Aldbourne Heritage Centre

A brief summary by Cassie Rust

Excavation location

When I first skim read the report and looked at the drawing thought it was boring, but there’s an interesting twist at the end!

by01

Dating of features is by the latest find within the feature – most dating evidence here was pottery .

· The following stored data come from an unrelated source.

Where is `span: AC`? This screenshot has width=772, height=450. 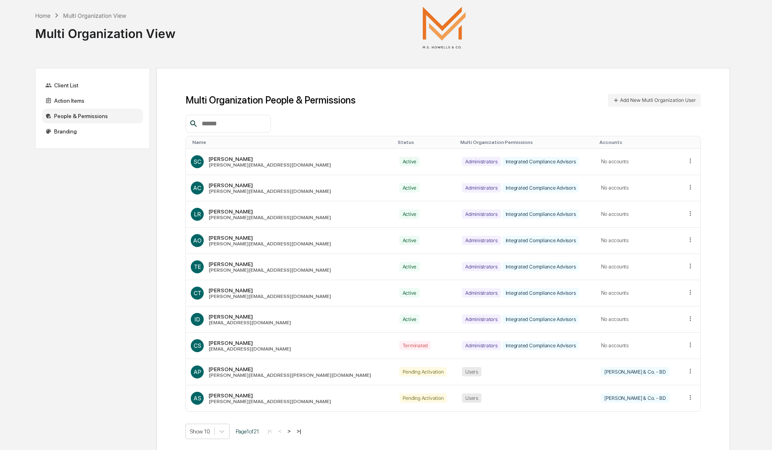
span: AC is located at coordinates (197, 187).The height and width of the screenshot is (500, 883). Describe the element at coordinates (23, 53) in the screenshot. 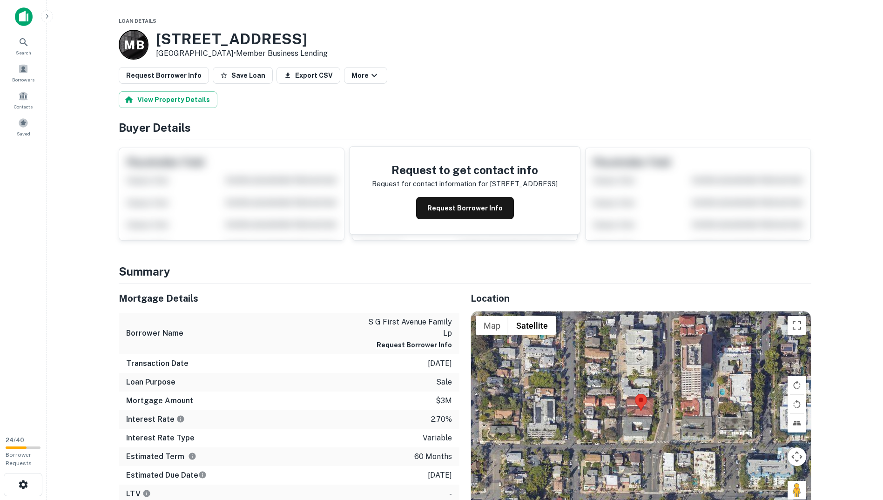

I see `span: Search` at that location.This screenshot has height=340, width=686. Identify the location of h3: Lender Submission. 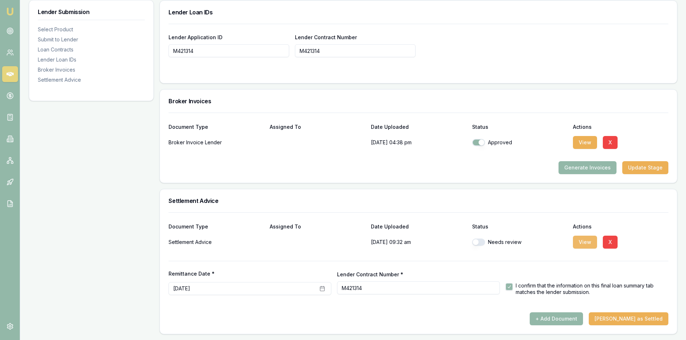
(91, 12).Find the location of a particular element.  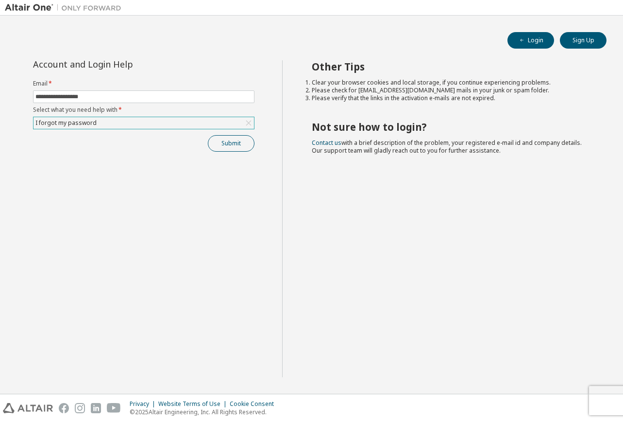

img: linkedin.svg is located at coordinates (96, 408).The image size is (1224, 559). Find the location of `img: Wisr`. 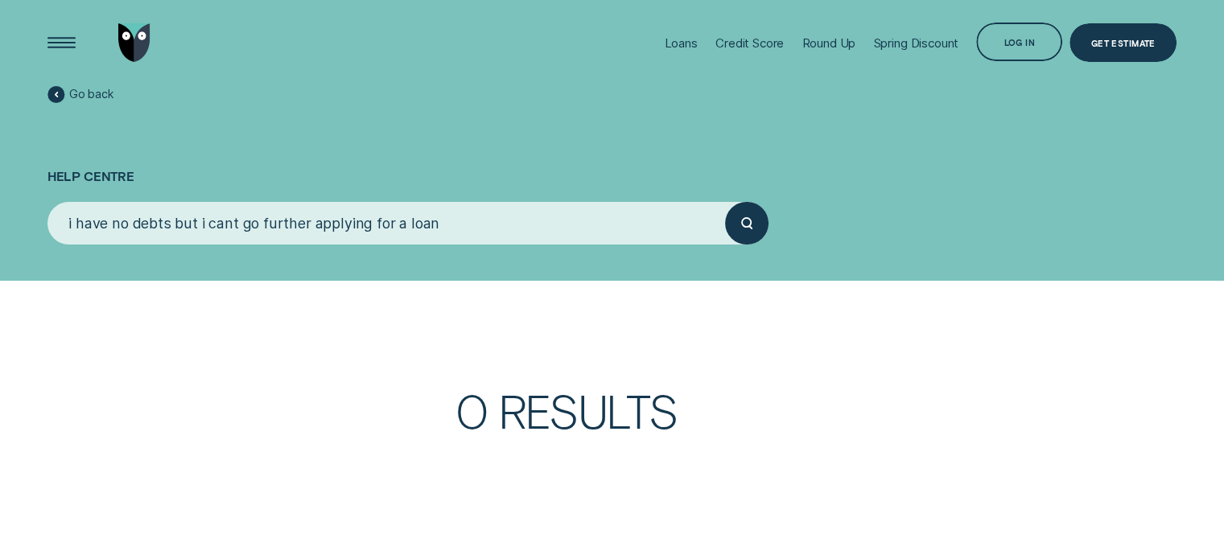

img: Wisr is located at coordinates (134, 43).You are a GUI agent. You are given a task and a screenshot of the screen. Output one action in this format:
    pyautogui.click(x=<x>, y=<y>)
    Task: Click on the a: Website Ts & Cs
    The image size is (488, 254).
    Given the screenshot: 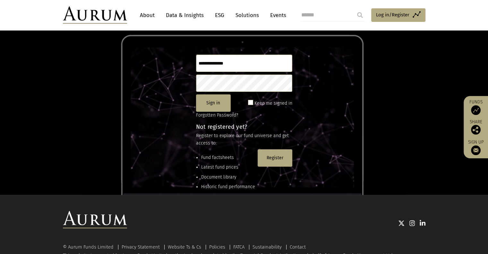 What is the action you would take?
    pyautogui.click(x=184, y=247)
    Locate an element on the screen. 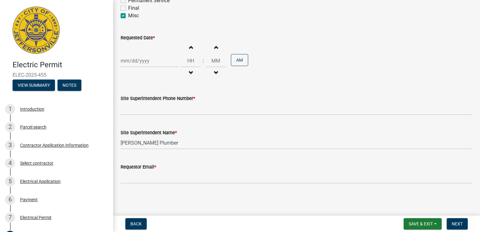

T1/T2/T3 are the evaluation trenches that helped then know what to dig in full

You’ll see only one evaluation trench had anything interesting

Led to an area 16x36m being excavated fully

So let’s zoom in a bit

 

 

Main Excavation

Here’s the full drawing

by02

Rather busy, so I’ll simplify in a moment

Area behind the old street frontage so no buildings found

Some features had no finds so are undated, some only modern (vehicle parts etc, and modern rubbish) so we’ll ignore those.

 

 

 

 

Prehistoric

Now the diagram stripped of anything but prehistoric

by03

Easy to see not much there!

One pit with a few sherds of pottery, possibly as late as 1st century AD

Some prehistoric sherds also found in later features – nobody ever sifted their soil to put only current items in the fill of a feature

 

 

 

 

Romano-British

by042 Phases, first(1-2 century AD) is the two ditches and grave (top blob)

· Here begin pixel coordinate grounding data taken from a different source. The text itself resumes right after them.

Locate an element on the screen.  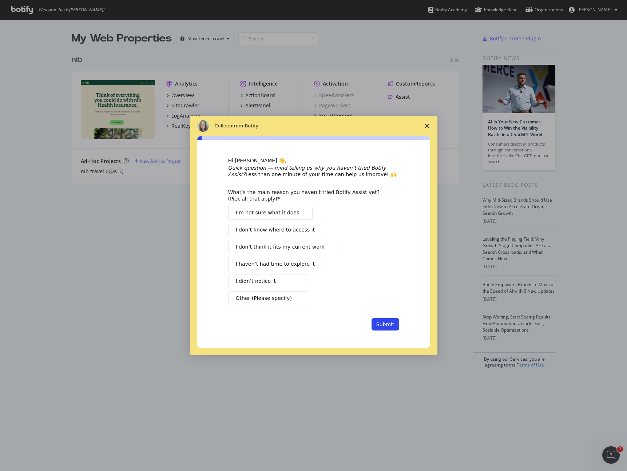
button: I didn’t notice it is located at coordinates (268, 281). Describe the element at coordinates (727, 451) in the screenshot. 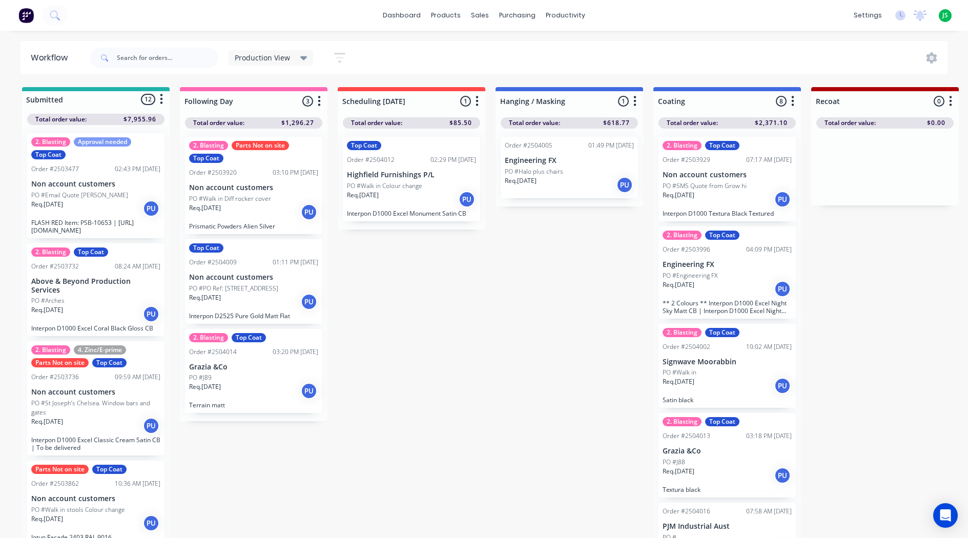

I see `p: Grazia &Co` at that location.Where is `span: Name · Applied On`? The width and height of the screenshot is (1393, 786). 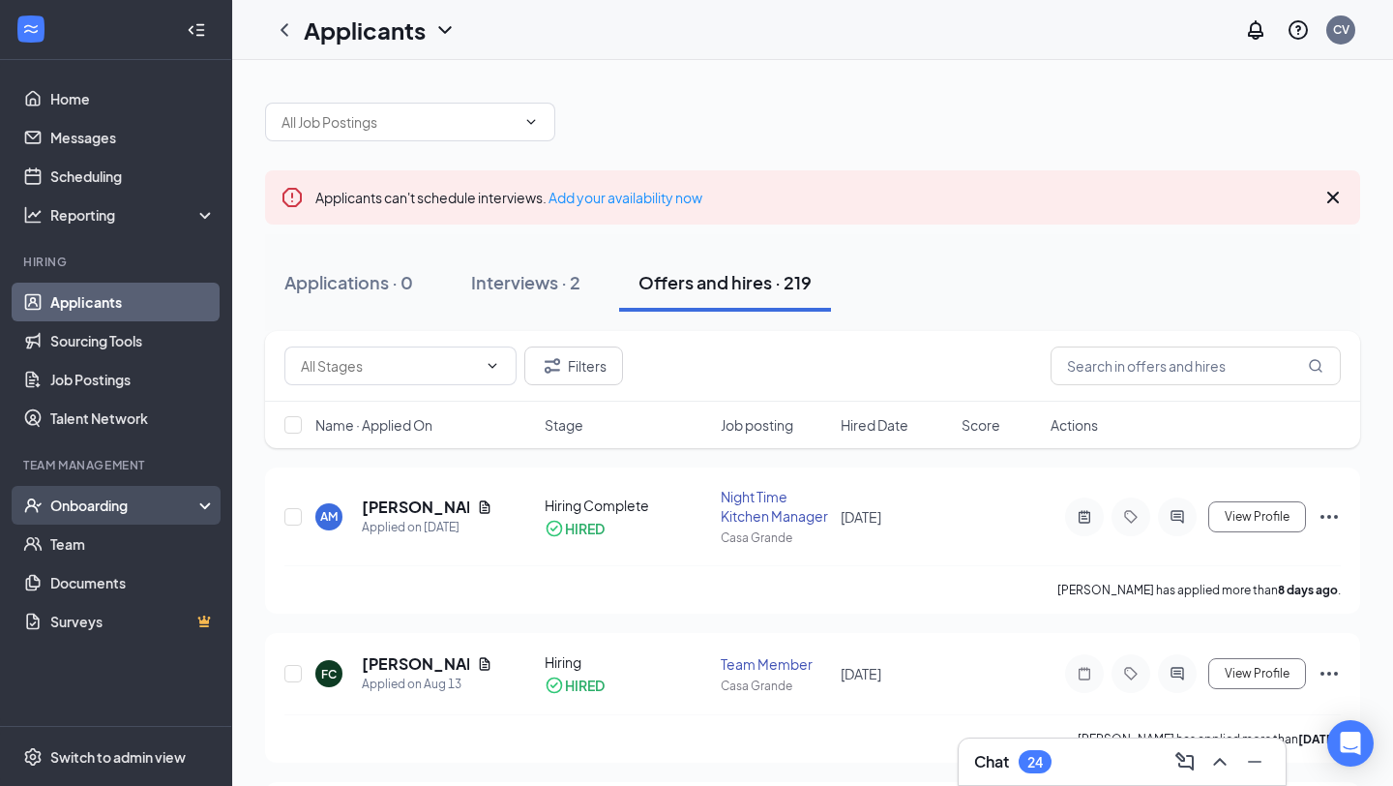 span: Name · Applied On is located at coordinates (374, 425).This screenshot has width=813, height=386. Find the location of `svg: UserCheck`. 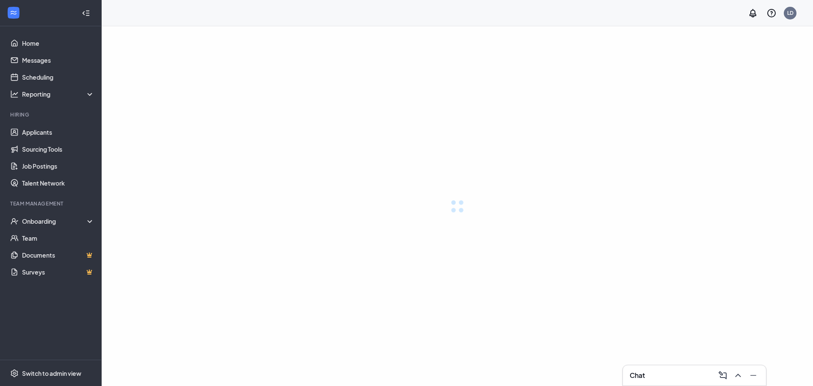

Ditches are field enclosures or land boundaries

Grave is of a child (N-S alignment), age 1-2yrs, supine position, Carbon dated to 1-175AD. Bones indicate they had suffered from metabolic disease and nutritional deficiencies , including anaemia and or scurvy

2nd phase is large pit – 3-4 Century

Just over 2m wide, and 2m deep, 50 sherds – rubbish pit? Good mix of different pottery types including one bit of samian – so someone round here had money for decent crockery

 

Medieval

by05

Truncated ditch and pits. Ditch only 2.75m long. Bit of medieval cooking pot recovered from fill

Pits consistent with refuse disposal, mainly 12-14 Century

 

 

 

 

 

Post Medieval

by06Well and pits of various sizes – waste disposal , domestic and building debris

Well formed of lime mortared rough hewn blocks, not excavated to a depth of more than 2m – well are renowned for being dangerous to excavate

 

 

 

 

 

Bone Fragment

by07Found in undated pit #4001 which was just next to one of the Roman ditches

Part of adult (<40 years) skull

Spot what’s unusual?

Polished through handling (bottom edge)

They’re not sure why

Most obvious parallels are Dutch about the time of Christ

Dutch examples seem to have been used as shallow cups

So do we have another Aldbourne Cup, but of a more macabre type??